Digital payments are big Ant International announced that its global network now connects more than 150 million merchants with more than 2 billion user accounts.
According to the announcement, the growth occurred as the fintech company expanded its payments, cross-border trade and artificial intelligence-driven financial services infrastructure.
The company announced the figures at its own meeting. Moments 2026 The fintech governance forum in Kuala Lumpur has outlined plans to deepen interoperability between digital wallets, banking apps, QR payment systems and merchant platforms.
Ant International said it now supports more than 300 payment methods in more than 220 markets, including major card programs, 50 mobile payment partners and more than 10 national QR systems.
This expansion underscores Ant International’s effort to position itself as a global payments and fintech infrastructure provider, particularly for merchants and small businesses engaged in cross-border commerce.
The company said it processes more than 20 million transactions per day.
Ant International’s recent partnerships include work with Vietcombank and NAPAS in Vietnam for cross-border QR payments. It is also collaborating with the central bank of Saudi Arabia and Mada to launch Alipay+ QR payments this year.
Additionally, the firm has partnered with Mexican fintech R2 to support SME lending in Latin America.
Ant International is also expanding its AI toolset for financial services. At the forum, the company introduced the Agentic Mobile Protocol, an open-source framework designed to support AI-powered payments across mobile wallets, banking apps, super apps, and wearables.
Other products include GenAI Cockpit, an AI platform as a service used by TNG eWallet in Malaysia and easypaisa in Pakistan; AI SHIELD, a risk management model designed to detect high-risk transactions; and Falcon TST, an AI FX model that Ant says reduces internal FX costs by up to 60%.
The company’s strategy focuses on four businesses: Alipay+, Antom, Bettr and WorldFirst. Together, these units span global payments, business accounts, embedded finance, treasury, and AI-powered tools for merchants.
The broader signal is that payment firms are moving beyond transaction processing towards operating systems for digital commerce.
The opportunity is big for Ant International, but so is the implementation challenge: interoperability, regulatory compliance, fraud prevention and market-by-market localization will determine how well its global network can scale.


# [TASK GOAL]
From the first line to the last, restate the records word for word, skipping the pictures.

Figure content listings
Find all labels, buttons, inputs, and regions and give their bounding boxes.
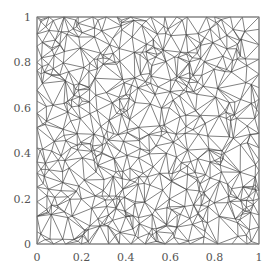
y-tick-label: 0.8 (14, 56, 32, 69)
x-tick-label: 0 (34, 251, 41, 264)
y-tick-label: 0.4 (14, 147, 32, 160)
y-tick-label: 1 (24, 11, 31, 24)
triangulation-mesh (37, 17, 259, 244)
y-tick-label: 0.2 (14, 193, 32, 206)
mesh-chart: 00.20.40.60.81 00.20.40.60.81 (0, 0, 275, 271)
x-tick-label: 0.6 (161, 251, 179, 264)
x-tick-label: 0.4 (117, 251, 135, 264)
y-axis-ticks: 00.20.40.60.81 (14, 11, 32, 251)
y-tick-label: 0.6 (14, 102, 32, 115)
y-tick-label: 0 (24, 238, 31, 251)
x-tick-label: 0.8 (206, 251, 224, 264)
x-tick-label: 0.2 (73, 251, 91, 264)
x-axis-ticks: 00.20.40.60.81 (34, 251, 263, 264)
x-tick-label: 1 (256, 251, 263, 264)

# [YOUR SOLUTION]
Find all labels, buttons, inputs, and regions and give their bounding boxes.
y-tick-label: 0.8 (14, 56, 32, 69)
x-tick-label: 0 (34, 251, 41, 264)
y-tick-label: 0.4 (14, 147, 32, 160)
y-tick-label: 1 (24, 11, 31, 24)
triangulation-mesh (37, 17, 259, 244)
y-tick-label: 0.2 (14, 193, 32, 206)
mesh-chart: 00.20.40.60.81 00.20.40.60.81 (0, 0, 275, 271)
x-tick-label: 0.6 (161, 251, 179, 264)
x-tick-label: 0.4 (117, 251, 135, 264)
y-axis-ticks: 00.20.40.60.81 (14, 11, 32, 251)
y-tick-label: 0.6 (14, 102, 32, 115)
y-tick-label: 0 (24, 238, 31, 251)
x-tick-label: 0.8 (206, 251, 224, 264)
x-tick-label: 0.2 (73, 251, 91, 264)
x-axis-ticks: 00.20.40.60.81 (34, 251, 263, 264)
x-tick-label: 1 (256, 251, 263, 264)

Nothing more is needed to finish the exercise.